(Stored records)
=== Section Start ===
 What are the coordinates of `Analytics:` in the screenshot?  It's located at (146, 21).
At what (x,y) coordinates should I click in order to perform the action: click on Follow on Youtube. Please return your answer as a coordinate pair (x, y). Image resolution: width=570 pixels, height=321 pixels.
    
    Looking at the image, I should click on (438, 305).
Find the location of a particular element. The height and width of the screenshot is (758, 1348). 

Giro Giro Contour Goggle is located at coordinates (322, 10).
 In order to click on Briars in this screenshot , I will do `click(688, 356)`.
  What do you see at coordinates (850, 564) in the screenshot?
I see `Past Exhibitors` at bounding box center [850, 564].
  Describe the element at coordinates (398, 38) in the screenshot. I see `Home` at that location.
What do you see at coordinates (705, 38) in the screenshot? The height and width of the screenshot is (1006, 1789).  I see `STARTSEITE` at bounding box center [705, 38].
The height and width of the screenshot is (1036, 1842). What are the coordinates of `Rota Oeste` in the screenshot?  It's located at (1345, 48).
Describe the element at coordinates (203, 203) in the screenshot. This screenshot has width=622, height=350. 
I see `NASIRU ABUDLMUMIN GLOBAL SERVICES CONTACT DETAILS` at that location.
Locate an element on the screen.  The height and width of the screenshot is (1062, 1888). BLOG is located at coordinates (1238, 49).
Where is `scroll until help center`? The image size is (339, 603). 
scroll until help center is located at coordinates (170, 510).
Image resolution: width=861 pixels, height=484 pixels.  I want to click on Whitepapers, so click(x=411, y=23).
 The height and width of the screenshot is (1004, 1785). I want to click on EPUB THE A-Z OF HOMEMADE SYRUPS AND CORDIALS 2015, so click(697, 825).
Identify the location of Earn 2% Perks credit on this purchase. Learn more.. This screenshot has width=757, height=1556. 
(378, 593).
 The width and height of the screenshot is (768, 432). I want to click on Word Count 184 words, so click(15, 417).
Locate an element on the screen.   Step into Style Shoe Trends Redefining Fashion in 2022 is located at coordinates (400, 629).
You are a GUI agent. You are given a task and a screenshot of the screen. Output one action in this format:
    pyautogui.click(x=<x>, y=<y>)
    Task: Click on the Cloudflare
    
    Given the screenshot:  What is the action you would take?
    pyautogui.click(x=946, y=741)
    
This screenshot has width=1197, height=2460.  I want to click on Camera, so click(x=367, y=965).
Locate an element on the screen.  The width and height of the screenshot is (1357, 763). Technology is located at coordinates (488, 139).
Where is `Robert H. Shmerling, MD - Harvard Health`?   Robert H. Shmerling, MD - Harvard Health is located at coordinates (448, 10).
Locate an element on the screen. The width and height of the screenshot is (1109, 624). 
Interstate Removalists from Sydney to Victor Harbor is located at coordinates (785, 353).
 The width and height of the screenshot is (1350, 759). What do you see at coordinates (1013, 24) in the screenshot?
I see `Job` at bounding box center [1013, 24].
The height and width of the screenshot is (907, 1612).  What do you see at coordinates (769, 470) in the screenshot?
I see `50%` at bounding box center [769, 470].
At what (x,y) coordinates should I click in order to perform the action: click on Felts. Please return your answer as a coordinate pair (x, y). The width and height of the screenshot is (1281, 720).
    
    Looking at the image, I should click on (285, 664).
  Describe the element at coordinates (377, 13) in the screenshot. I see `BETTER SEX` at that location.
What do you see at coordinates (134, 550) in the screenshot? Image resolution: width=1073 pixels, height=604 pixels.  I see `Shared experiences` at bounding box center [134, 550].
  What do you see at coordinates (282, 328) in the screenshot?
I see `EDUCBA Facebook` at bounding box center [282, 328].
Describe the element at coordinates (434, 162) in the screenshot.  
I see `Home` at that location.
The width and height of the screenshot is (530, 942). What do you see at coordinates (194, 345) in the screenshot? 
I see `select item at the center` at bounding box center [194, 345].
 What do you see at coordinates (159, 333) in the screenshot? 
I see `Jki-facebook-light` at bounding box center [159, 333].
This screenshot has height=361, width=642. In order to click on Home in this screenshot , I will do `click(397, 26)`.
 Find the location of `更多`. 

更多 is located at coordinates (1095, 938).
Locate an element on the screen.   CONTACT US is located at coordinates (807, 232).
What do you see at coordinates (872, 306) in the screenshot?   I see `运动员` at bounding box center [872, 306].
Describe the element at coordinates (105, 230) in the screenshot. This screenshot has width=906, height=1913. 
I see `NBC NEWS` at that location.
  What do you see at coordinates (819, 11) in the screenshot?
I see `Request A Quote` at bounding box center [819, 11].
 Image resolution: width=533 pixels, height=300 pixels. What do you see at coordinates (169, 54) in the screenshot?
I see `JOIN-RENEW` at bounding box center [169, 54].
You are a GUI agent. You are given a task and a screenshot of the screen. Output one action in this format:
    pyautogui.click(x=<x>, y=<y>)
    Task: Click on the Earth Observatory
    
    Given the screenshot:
=== Section End ===
(TASK REQUIREMENTS)
Every entry is to be restated word for word, with nothing dropped.

(RESPONSE FOR THIS EXERCISE)
 What are the coordinates of `Analytics:` in the screenshot?  It's located at (146, 21).
At what (x,y) coordinates should I click in order to perform the action: click on Follow on Youtube. Please return your answer as a coordinate pair (x, y). Image resolution: width=570 pixels, height=321 pixels.
    
    Looking at the image, I should click on (438, 305).
Find the location of a particular element. The height and width of the screenshot is (758, 1348). 

Giro Giro Contour Goggle is located at coordinates (322, 10).
 In order to click on Briars in this screenshot , I will do `click(688, 356)`.
  What do you see at coordinates (850, 564) in the screenshot?
I see `Past Exhibitors` at bounding box center [850, 564].
  Describe the element at coordinates (398, 38) in the screenshot. I see `Home` at that location.
What do you see at coordinates (705, 38) in the screenshot? The height and width of the screenshot is (1006, 1789).  I see `STARTSEITE` at bounding box center [705, 38].
The height and width of the screenshot is (1036, 1842). What are the coordinates of `Rota Oeste` in the screenshot?  It's located at (1345, 48).
Describe the element at coordinates (203, 203) in the screenshot. This screenshot has width=622, height=350. 
I see `NASIRU ABUDLMUMIN GLOBAL SERVICES CONTACT DETAILS` at that location.
Locate an element on the screen.  The height and width of the screenshot is (1062, 1888). BLOG is located at coordinates (1238, 49).
Where is `scroll until help center`? The image size is (339, 603). 
scroll until help center is located at coordinates (170, 510).
Image resolution: width=861 pixels, height=484 pixels.  I want to click on Whitepapers, so click(x=411, y=23).
 The height and width of the screenshot is (1004, 1785). I want to click on EPUB THE A-Z OF HOMEMADE SYRUPS AND CORDIALS 2015, so click(697, 825).
Identify the location of Earn 2% Perks credit on this purchase. Learn more.. This screenshot has width=757, height=1556. 
(378, 593).
 The width and height of the screenshot is (768, 432). I want to click on Word Count 184 words, so click(15, 417).
Locate an element on the screen.   Step into Style Shoe Trends Redefining Fashion in 2022 is located at coordinates (400, 629).
You are a GUI agent. You are given a task and a screenshot of the screen. Output one action in this format:
    pyautogui.click(x=<x>, y=<y>)
    Task: Click on the Cloudflare
    
    Given the screenshot:  What is the action you would take?
    pyautogui.click(x=946, y=741)
    
This screenshot has width=1197, height=2460.  I want to click on Camera, so click(x=367, y=965).
Locate an element on the screen.  The width and height of the screenshot is (1357, 763). Technology is located at coordinates (488, 139).
Where is `Robert H. Shmerling, MD - Harvard Health`?   Robert H. Shmerling, MD - Harvard Health is located at coordinates (448, 10).
Locate an element on the screen. The width and height of the screenshot is (1109, 624). 
Interstate Removalists from Sydney to Victor Harbor is located at coordinates (785, 353).
 The width and height of the screenshot is (1350, 759). What do you see at coordinates (1013, 24) in the screenshot?
I see `Job` at bounding box center [1013, 24].
The height and width of the screenshot is (907, 1612).  What do you see at coordinates (769, 470) in the screenshot?
I see `50%` at bounding box center [769, 470].
At what (x,y) coordinates should I click in order to perform the action: click on Felts. Please return your answer as a coordinate pair (x, y). The width and height of the screenshot is (1281, 720).
    
    Looking at the image, I should click on (285, 664).
  Describe the element at coordinates (377, 13) in the screenshot. I see `BETTER SEX` at that location.
What do you see at coordinates (134, 550) in the screenshot? Image resolution: width=1073 pixels, height=604 pixels.  I see `Shared experiences` at bounding box center [134, 550].
  What do you see at coordinates (282, 328) in the screenshot?
I see `EDUCBA Facebook` at bounding box center [282, 328].
Describe the element at coordinates (434, 162) in the screenshot.  
I see `Home` at that location.
The width and height of the screenshot is (530, 942). What do you see at coordinates (194, 345) in the screenshot? 
I see `select item at the center` at bounding box center [194, 345].
 What do you see at coordinates (159, 333) in the screenshot? 
I see `Jki-facebook-light` at bounding box center [159, 333].
This screenshot has height=361, width=642. In order to click on Home in this screenshot , I will do `click(397, 26)`.
 Find the location of `更多`. 

更多 is located at coordinates (1095, 938).
Locate an element on the screen.   CONTACT US is located at coordinates (807, 232).
What do you see at coordinates (872, 306) in the screenshot?   I see `运动员` at bounding box center [872, 306].
Describe the element at coordinates (105, 230) in the screenshot. This screenshot has width=906, height=1913. 
I see `NBC NEWS` at that location.
  What do you see at coordinates (819, 11) in the screenshot?
I see `Request A Quote` at bounding box center [819, 11].
 Image resolution: width=533 pixels, height=300 pixels. What do you see at coordinates (169, 54) in the screenshot?
I see `JOIN-RENEW` at bounding box center [169, 54].
You are a GUI agent. You are given a task and a screenshot of the screen. Output one action in this format:
    pyautogui.click(x=<x>, y=<y>)
    Task: Click on the Earth Observatory
    
    Given the screenshot:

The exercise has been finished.